What often remain are the vivid memories of warm family meals imbued with the holiness of Shabbos and hosts who’d “cornered the market” on hachnassas orchim
Ask any seminary girl’s mother for her take on the Shabbos set-up. You’ll likely be treated to a fiery monologue enumerating her dear daughter’s weekly challenges of “finding a place for Shabbos,” punctuated dramatically by the oft-heard, shrill question: “And for this we’re paying twenty grand?”
But fast-forward to several years later and the picture sometimes changes. As the kallah meidel looks back on that seminal year, she’ll often realize that it was those varied Shabbosos that touched her most. Out of ten packed months that whizzed by in a blur, what often remain are the vivid memories of warm family meals imbued with the holiness of Shabbos and hosts who’d “cornered the market” on hachnassas orchim.
For a soon-to-be wife and mother who will be a hostess and queen at a Shabbos table of her own, seminary out-Shabbosim offer girls the opportunity to glean myriad examples of practices, perspectives, and ideals they’d want to incorporate in their future homes.
“When I came back to seminary each Motzaei Shabbos,” remembers Orly Cohen, now a busy wife and mother of a boisterous brood, “I made a list of exceptional hachnassas orchim routines I’d observed that I wanted to eventually integrate. Ranging from the simplistic to the more meaningful, this extensive list included items like walking guests to the bus stop and waiting with them until the bus arrived or learning halachah as a family at the Shabbos table, whether hilchos Shabbos or shmiras halashon.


- _ACTIVITY_
Reproduce the listing that follows in full. Omit its images.

===== RECORDS SHOWN

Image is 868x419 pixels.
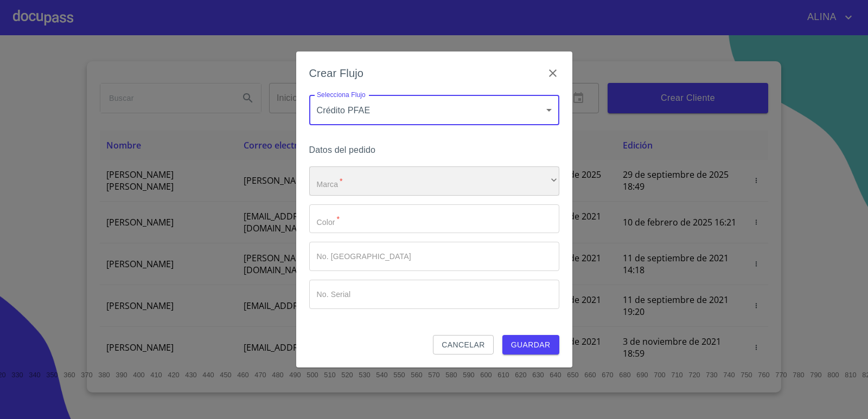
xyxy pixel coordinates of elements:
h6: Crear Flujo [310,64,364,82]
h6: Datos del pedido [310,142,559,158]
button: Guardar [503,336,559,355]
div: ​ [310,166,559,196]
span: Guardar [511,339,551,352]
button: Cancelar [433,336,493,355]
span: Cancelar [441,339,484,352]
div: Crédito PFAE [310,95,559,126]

==========

- _COMPLETED TASK_
Image is 868x419 pixels.
xyxy pixel coordinates of elements:
h6: Crear Flujo [310,64,364,82]
h6: Datos del pedido [310,142,559,158]
button: Guardar [503,336,559,355]
div: ​ [310,166,559,196]
span: Guardar [511,339,551,352]
button: Cancelar [433,336,493,355]
span: Cancelar [441,339,484,352]
div: Crédito PFAE [310,95,559,126]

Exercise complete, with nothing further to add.